Nothing but the lines from the start of the entries through the line holding "The image size is (644, 362)." is to be repeated, exactly and with pictures excluded.

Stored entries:
◇ ◇ ◇ ◇ ◇
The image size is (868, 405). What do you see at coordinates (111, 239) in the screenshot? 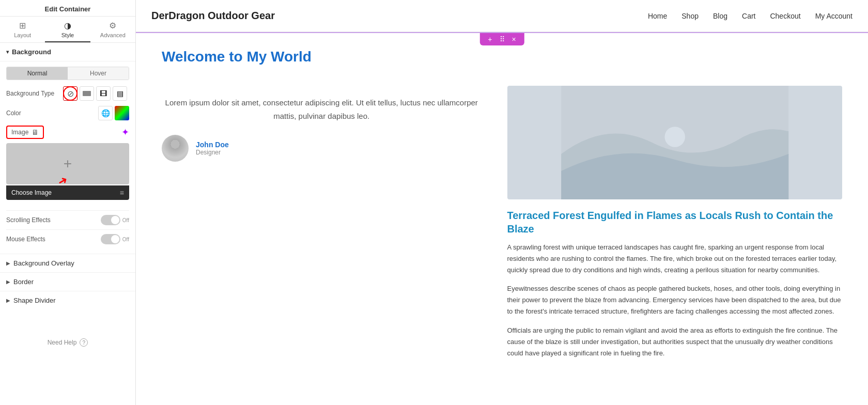
I see `mouse-effects-toggle` at bounding box center [111, 239].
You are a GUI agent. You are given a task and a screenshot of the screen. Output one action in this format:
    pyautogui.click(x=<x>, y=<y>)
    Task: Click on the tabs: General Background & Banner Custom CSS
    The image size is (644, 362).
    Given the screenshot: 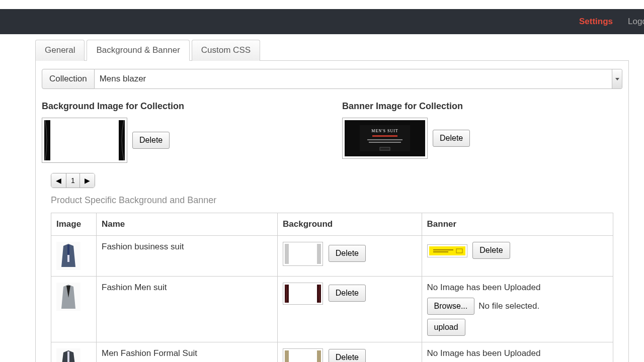 What is the action you would take?
    pyautogui.click(x=332, y=50)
◇ ◇ ◇ ◇ ◇
• **EXERCISE ANSWER**
The image size is (868, 405). What do you see at coordinates (111, 239) in the screenshot? 
I see `mouse-effects-toggle` at bounding box center [111, 239].
You are a GUI agent. You are given a task and a screenshot of the screen. Output one action in this format:
    pyautogui.click(x=<x>, y=<y>)
    Task: Click on the tabs: General Background & Banner Custom CSS
    The image size is (644, 362).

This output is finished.